Austin and Ross glared at each other.
Her head pounded. She dropped into the large leather chair, face in her hands. She sensed him near, could feel his presence as if they’d not spent all the past months apart. She rose and pushed him back. “Get out of my office,” she croaked. “Both of you. Just leave me alone.”
She moved to the bank of windows and tried not to faint, willing them away. When she turned, they were gone.

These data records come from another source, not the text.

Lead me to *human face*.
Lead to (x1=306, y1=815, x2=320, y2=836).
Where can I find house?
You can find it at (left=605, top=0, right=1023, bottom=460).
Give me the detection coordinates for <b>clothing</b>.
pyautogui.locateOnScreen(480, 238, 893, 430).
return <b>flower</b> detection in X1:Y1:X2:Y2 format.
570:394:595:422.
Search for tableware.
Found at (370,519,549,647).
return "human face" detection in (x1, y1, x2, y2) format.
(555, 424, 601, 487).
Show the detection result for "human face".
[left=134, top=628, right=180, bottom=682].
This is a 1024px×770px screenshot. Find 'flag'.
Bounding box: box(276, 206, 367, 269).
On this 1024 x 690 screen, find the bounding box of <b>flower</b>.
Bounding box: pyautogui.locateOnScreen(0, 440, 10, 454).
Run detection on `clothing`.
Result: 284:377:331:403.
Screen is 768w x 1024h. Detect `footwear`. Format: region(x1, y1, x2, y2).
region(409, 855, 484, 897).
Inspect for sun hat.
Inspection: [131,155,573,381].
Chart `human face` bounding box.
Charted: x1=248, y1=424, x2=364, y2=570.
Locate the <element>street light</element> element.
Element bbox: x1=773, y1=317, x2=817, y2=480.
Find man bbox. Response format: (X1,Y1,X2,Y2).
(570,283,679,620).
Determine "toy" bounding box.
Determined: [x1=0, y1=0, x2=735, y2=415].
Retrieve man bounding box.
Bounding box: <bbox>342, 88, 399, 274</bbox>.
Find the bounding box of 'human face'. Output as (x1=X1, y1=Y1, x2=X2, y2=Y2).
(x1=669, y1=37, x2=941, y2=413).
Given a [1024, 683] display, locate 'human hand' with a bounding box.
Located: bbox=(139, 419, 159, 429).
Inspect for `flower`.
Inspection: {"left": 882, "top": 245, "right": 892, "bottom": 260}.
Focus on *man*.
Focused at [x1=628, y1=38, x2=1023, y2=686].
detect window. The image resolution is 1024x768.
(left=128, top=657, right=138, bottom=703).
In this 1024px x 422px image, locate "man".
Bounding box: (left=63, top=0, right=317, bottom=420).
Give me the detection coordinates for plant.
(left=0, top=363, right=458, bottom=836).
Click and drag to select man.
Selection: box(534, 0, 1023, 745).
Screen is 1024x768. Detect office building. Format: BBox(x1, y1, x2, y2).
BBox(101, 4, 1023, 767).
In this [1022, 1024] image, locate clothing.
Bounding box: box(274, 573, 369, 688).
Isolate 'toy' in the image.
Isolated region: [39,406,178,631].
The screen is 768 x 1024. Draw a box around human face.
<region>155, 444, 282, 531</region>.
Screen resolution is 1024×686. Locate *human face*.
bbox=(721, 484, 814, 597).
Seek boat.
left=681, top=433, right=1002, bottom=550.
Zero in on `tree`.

Ross went through the motions of the beer dinner, doing his usual commentary, making recommendations about pairings and other random crap, the chill coming from Evelyn’s side of the pub palpable. On the one hand, his whole body still buzzed from the encounter with Austin and Evelyn. On the other, he found it hard to take a full breath. He held the bridge of his nose, willing the pressure out of his skull.
A baby. He was going to be a father. Something in him seemed to rise up and want to beat its chest every time he thought of that. His baby, with her, Evelyn, his goddess, his friend, his lover, the woman who loved another man more than she loved him.
Dear Lord but he had to fix this now.
“What’s that?” He looked down at the woman asking him another question about his background. She smiled at him in a way that indicated she’d like to know more about the background of what lay behind his zipper.
He suppressed a groan of frustration and launched into the same old story. It wasn’t that he minded telling it. It was that, at this particular moment, he would rather be talking to Evelyn, alone.
He glanced at her, admired the sexy curve of her waist, the delectable swell of her hips in his usual kneejerk fashion. She seemed sexier to him now, knowing what he knew, if that were possible. Even though the memory of Austin’s haunted eyes as he ran from the office then stumbled down the metal stairs were etched in his brain.